The Black Youth Employment Crisis

·
· University of Chicago Press
Ebook
480
Pages
Eligible

About this ebook

In recent years, the earnings of young blacks have risen substantially relative to those of young whites, but their rates of joblessness have also risen to crisis levels. The papers in this volume, drawing on the results of a groundbreaking survey conducted by the National Bureau of Economic Research, analyze the history, causes, and features of this crisis. The findings they report and conclusions they reach revise accepted explanations of black youth unemployment.

The contributors identify primary determinants on both the demand and supply sides of the market and provide new information on important aspects of the problem, such as drug use, crime, economic incentives, and attitudes among the unemployed. Their studies reveal that, contrary to popular assumptions, no single factor is the predominant cause of black youth employment problems. They show, among other significant factors, that where female employment is high, black youth employment is low; that even in areas where there are many jobs, black youths get relatively few of them; that the perceived risks and rewards of crime affect decisions to work or to engage in illegal activity; and that churchgoing and aspirations affect the success of black youths in finding employment.

Altogether, these papers illuminate a broad range of economic and social factors which must be understood by policymakers before the black youth employment crisis can be successfully addressed.

About the author

Richard B. Freeman, director of the Labor Studies Program at the National Bureau of Economic Research and professor of economics at Harvard University, is the author of several books and the coeditor of The Youth Labor Market Problem, published by the University of Chicago Press. Harry J. Holzer is assistant professor of economics at Michigan State University and faculty research fellow at the National Bureau of Economic Research.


Without the images, output each record below as it stands.

• [Records excerpted from a collection]:
********

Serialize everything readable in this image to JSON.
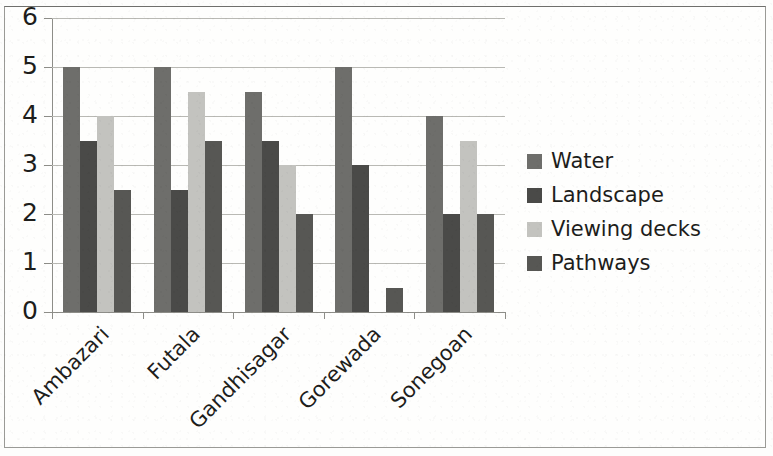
{
  "chart_data": {
    "type": "bar",
    "title": "",
    "xlabel": "",
    "ylabel": "",
    "ylim": [
      0,
      6
    ],
    "yticks": [
      "0",
      "1",
      "2",
      "3",
      "4",
      "5",
      "6"
    ],
    "grid": true,
    "legend_position": "right",
    "categories": [
      "Ambazari",
      "Futala",
      "Gandhisagar",
      "Gorewada",
      "Sonegoan"
    ],
    "series": [
      {
        "name": "Water",
        "color": "#6e6e6b",
        "values": [
          5,
          5,
          4.5,
          5,
          4
        ]
      },
      {
        "name": "Landscape",
        "color": "#4a4a48",
        "values": [
          3.5,
          2.5,
          3.5,
          3,
          2
        ]
      },
      {
        "name": "Viewing decks",
        "color": "#c3c3bf",
        "values": [
          4,
          4.5,
          3,
          0,
          3.5
        ]
      },
      {
        "name": "Pathways",
        "color": "#575754",
        "values": [
          2.5,
          3.5,
          2,
          0.5,
          2
        ]
      }
    ]
  }
}
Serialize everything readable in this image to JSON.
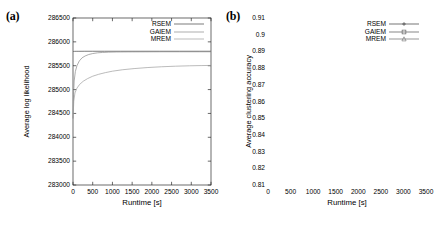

********

• [Solution for this task]:
Serialize everything readable in this image to JSON.
{
  "chart_data": {
    "type": "bar",
    "title": "",
    "xlabel": "",
    "ylabel": "",
    "ylim": [
      0,
      6
    ],
    "yticks": [
      "0",
      "1",
      "2",
      "3",
      "4",
      "5",
      "6"
    ],
    "grid": true,
    "legend_position": "right",
    "categories": [
      "Ambazari",
      "Futala",
      "Gandhisagar",
      "Gorewada",
      "Sonegoan"
    ],
    "series": [
      {
        "name": "Water",
        "color": "#6e6e6b",
        "values": [
          5,
          5,
          4.5,
          5,
          4
        ]
      },
      {
        "name": "Landscape",
        "color": "#4a4a48",
        "values": [
          3.5,
          2.5,
          3.5,
          3,
          2
        ]
      },
      {
        "name": "Viewing decks",
        "color": "#c3c3bf",
        "values": [
          4,
          4.5,
          3,
          0,
          3.5
        ]
      },
      {
        "name": "Pathways",
        "color": "#575754",
        "values": [
          2.5,
          3.5,
          2,
          0.5,
          2
        ]
      }
    ]
  }
}
Serialize everything readable in this image to JSON.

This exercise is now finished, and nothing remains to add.